Reviewed by

Christopher Armstead

He’s called the ‘Black Cobra’!  Yes, we already have a movie on this site called ‘Black Cobra’, the completely awful, yet oddly captivating Fred ‘The Hammer’ Williamson vehicle he made back in the late 90’s, but this one is a bit more legitimate than that one.  For starters, unlike that old Black Cobra movie, they actually utter the word ‘Cobra’ in this one.  And that old ‘Black Cobra’ movie was just a ripoff of the even worse Stallone joint ‘Cobra’, where this movie is simply a ripoff of better kung fu movies, though they do make fun of ‘Cobra’ which was worth a little something. 

Dateline South Africa.  Sure, it looks like The Valley in SoCal but we’ll roll with the South African angle.  Apartheid may be over, but there are still political prisoners, such as Sipho Biko (Michael Chinyamurundi) who would be set free if he simply admitted to his crimes, but is the fight for freedom ever a crime?  Sipho doesn’t think so, so in jail he rots and his past is about to catch up to him.  It seems that Sipho is about to be killed in prison, hell if we know why, unless his kung fu enabled son Swize (T.J. Storm) can somehow pay a judge to set him free.  Problem is Swize has no loot, with the exception of the diamonds which have been in his family for years.  Unfortunately for Swizo, Mr. Racist over here (the great Robert Pike Daniel) doesn’t want him to have his diamonds, not that this is going to turn out well for Mr. Racist. 

Swize has to move these diamonds and damned if he doesn’t know a Diamond Moving Dude in his good friend Nicholas (Jeff Wolfe) in Los Angeles.  First he has to have a quick meet and greet with his sensei (Damion Portier), in a Clouseau / Kato styled encounter where the sensei kicks his ass and almost kills him with the always deadly Vibrating Palm technique, but that’s just his way of telling the young man that he loves him and to be careful. 

In L.A. Swize is picked up by his cousin Mpho (Sebati Edward Mafate) and his cousin’s two comic relief buddies before meeting up with Nicholas.  Note that Nicholas looks real untrustworthy.  Nicholas has arranged a meeting with Japanese businessman Mr. Tanaka

(the great Cary-Hiroyuki Tagawa) and all seems to go well until the tragic realization that the Double Cross was on.  Now Swize is sad because he has no diamonds, no cash and his dad will probably die, but he does have a really sour disposition right now and he’s going to make everybody pay by kicking them in the face real hard.  Action will eventually ensue.  Eventually.

Just so you know ‘Black Cobra’, directed by the duo of Lily Melgar and Scott Donovan, has an awesome trailer.  That trailer has all kinds of kick-ass, ass kicking stuff in it, it’s a trailer that would make any self respecting low budget action fan seek out this film.  I know it worked on me. Now it’s not that this trailer we speak of is altogether misleading, because everything that’s in the trailer is in the movie, it’s just that this was an advertised ass kicking action movie that was in desperate need of more ass kicking action. 

We start out with a little action, Swize laying some racist to waste, and it also setup the little diamond intrigue plot and we were feeling good about all of that.  Then we he encounters his sensei, and recognize that actor Damien Porter could be the coolest looking guy on the planet Earth… pause… things are looking positive.  However by the time we got introduced to Swize’s bitchy fiancée things started to go downhill.  The bitchy fiancée gave us very little in the way of substance for this movie, and by substance I mean watching people get kicked in the face.  It just opened the door for melodrama.  Now that we have that scenario opened up, it gave the filmmakers the opportunity to introduce another potential love interest which again gave us very little in what we wanted to see when we accepted the ‘Black Cobra’ challenge.  There’s a pair of private eye brothers in this movie that didn’t add much to the film, there’s an awesome looking girl ninja sighting in the movie which would’ve been cool if the ninja had actually started kicking some ass, which it looked like she could do, but instead she just prattled off some mindless ninja banter before giving Swize some ninja Tylenol, and there was lots of Swize wandering around Los Angeles doing the legwork as to where his diamonds or his money might be.  Not what we wanted to see.  We realize some of this stuff is necessary to build some semblance of a narrative, but we would’ve been happier seeing less of it.  Or none of it.  Plus it looked like nobody in this movie under the age of fifty was all that good at the craft of acting which kind of made the melodrama and wandering around a little more painful than need be.

But at least the movie closed out with some nicely choreographed fight sequences, finally getting a chance to see what T.J. Storm does best, and lots of dudes crashing through plate glass windows casually placed in convenient spots for them to crash through.  Now we have something we can work with. 

‘Black Cobra’ certainly isn’t the worst low bud martial arts movie we’ve seen, but with just a little more focus on the action, which might’ve cost prohibitive for all I know, I’m thinking it would’ve been a much more entertaining movie.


When you reach a picture, skip it, and retype every line below exactly.

--------------------

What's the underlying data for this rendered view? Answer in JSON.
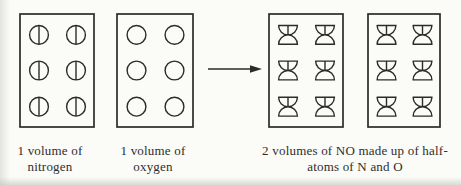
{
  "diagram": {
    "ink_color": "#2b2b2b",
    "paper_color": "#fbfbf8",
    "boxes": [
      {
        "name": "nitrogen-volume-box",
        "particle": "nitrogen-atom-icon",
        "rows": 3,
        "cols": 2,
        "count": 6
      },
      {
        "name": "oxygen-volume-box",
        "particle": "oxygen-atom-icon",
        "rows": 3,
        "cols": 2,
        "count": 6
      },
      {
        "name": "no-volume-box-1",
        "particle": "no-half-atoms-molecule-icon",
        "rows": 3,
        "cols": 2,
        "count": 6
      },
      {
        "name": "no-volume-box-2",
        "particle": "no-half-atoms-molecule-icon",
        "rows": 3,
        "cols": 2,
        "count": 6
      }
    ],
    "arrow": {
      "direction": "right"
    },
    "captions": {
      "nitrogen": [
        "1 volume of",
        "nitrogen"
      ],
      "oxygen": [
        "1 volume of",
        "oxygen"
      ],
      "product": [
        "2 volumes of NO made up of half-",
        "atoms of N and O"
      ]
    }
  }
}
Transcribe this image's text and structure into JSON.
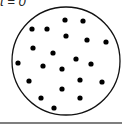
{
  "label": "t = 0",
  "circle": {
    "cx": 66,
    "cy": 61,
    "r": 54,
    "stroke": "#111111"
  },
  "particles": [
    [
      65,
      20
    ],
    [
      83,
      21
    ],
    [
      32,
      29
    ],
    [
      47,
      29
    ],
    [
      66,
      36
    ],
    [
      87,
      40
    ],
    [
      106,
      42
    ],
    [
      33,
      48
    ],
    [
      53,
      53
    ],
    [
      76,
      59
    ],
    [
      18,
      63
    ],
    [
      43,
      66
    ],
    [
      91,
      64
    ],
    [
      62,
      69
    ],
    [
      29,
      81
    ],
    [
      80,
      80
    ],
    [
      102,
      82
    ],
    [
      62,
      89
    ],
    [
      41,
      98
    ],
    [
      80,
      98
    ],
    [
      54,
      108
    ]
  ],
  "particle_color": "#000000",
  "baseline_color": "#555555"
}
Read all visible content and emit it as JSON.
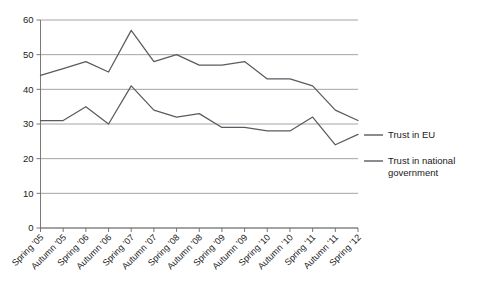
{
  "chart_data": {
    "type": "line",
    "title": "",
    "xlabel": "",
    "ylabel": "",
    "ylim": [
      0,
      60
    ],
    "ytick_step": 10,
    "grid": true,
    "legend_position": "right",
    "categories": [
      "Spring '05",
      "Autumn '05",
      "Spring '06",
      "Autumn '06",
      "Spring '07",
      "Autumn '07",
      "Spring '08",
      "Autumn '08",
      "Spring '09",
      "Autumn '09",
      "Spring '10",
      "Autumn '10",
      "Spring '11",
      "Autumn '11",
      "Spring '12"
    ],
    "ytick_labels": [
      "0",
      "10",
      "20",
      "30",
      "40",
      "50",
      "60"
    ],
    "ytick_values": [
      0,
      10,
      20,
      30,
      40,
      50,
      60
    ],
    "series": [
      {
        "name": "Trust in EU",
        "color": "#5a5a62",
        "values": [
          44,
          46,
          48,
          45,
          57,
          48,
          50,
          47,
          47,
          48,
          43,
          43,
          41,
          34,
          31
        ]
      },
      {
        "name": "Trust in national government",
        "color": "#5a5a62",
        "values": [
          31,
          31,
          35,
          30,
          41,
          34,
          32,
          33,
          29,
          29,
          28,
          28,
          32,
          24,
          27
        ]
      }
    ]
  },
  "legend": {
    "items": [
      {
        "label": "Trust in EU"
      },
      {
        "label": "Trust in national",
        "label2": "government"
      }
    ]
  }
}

--------------------

_Problem solution:_
What's the underlying data for this rendered view? Answer in JSON.
{
  "diagram": {
    "ink_color": "#2b2b2b",
    "paper_color": "#fbfbf8",
    "boxes": [
      {
        "name": "nitrogen-volume-box",
        "particle": "nitrogen-atom-icon",
        "rows": 3,
        "cols": 2,
        "count": 6
      },
      {
        "name": "oxygen-volume-box",
        "particle": "oxygen-atom-icon",
        "rows": 3,
        "cols": 2,
        "count": 6
      },
      {
        "name": "no-volume-box-1",
        "particle": "no-half-atoms-molecule-icon",
        "rows": 3,
        "cols": 2,
        "count": 6
      },
      {
        "name": "no-volume-box-2",
        "particle": "no-half-atoms-molecule-icon",
        "rows": 3,
        "cols": 2,
        "count": 6
      }
    ],
    "arrow": {
      "direction": "right"
    },
    "captions": {
      "nitrogen": [
        "1 volume of",
        "nitrogen"
      ],
      "oxygen": [
        "1 volume of",
        "oxygen"
      ],
      "product": [
        "2 volumes of NO made up of half-",
        "atoms of N and O"
      ]
    }
  }
}
Transcribe this image's text and structure into JSON.
{
  "label": "t = 0",
  "circle": {
    "cx": 66,
    "cy": 61,
    "r": 54,
    "stroke": "#111111"
  },
  "particles": [
    [
      65,
      20
    ],
    [
      83,
      21
    ],
    [
      32,
      29
    ],
    [
      47,
      29
    ],
    [
      66,
      36
    ],
    [
      87,
      40
    ],
    [
      106,
      42
    ],
    [
      33,
      48
    ],
    [
      53,
      53
    ],
    [
      76,
      59
    ],
    [
      18,
      63
    ],
    [
      43,
      66
    ],
    [
      91,
      64
    ],
    [
      62,
      69
    ],
    [
      29,
      81
    ],
    [
      80,
      80
    ],
    [
      102,
      82
    ],
    [
      62,
      89
    ],
    [
      41,
      98
    ],
    [
      80,
      98
    ],
    [
      54,
      108
    ]
  ],
  "particle_color": "#000000",
  "baseline_color": "#555555"
}
Read all visible content and emit it as JSON.
{
  "chart_data": {
    "type": "line",
    "title": "",
    "xlabel": "",
    "ylabel": "",
    "ylim": [
      0,
      60
    ],
    "ytick_step": 10,
    "grid": true,
    "legend_position": "right",
    "categories": [
      "Spring '05",
      "Autumn '05",
      "Spring '06",
      "Autumn '06",
      "Spring '07",
      "Autumn '07",
      "Spring '08",
      "Autumn '08",
      "Spring '09",
      "Autumn '09",
      "Spring '10",
      "Autumn '10",
      "Spring '11",
      "Autumn '11",
      "Spring '12"
    ],
    "ytick_labels": [
      "0",
      "10",
      "20",
      "30",
      "40",
      "50",
      "60"
    ],
    "ytick_values": [
      0,
      10,
      20,
      30,
      40,
      50,
      60
    ],
    "series": [
      {
        "name": "Trust in EU",
        "color": "#5a5a62",
        "values": [
          44,
          46,
          48,
          45,
          57,
          48,
          50,
          47,
          47,
          48,
          43,
          43,
          41,
          34,
          31
        ]
      },
      {
        "name": "Trust in national government",
        "color": "#5a5a62",
        "values": [
          31,
          31,
          35,
          30,
          41,
          34,
          32,
          33,
          29,
          29,
          28,
          28,
          32,
          24,
          27
        ]
      }
    ]
  },
  "legend": {
    "items": [
      {
        "label": "Trust in EU"
      },
      {
        "label": "Trust in national",
        "label2": "government"
      }
    ]
  }
}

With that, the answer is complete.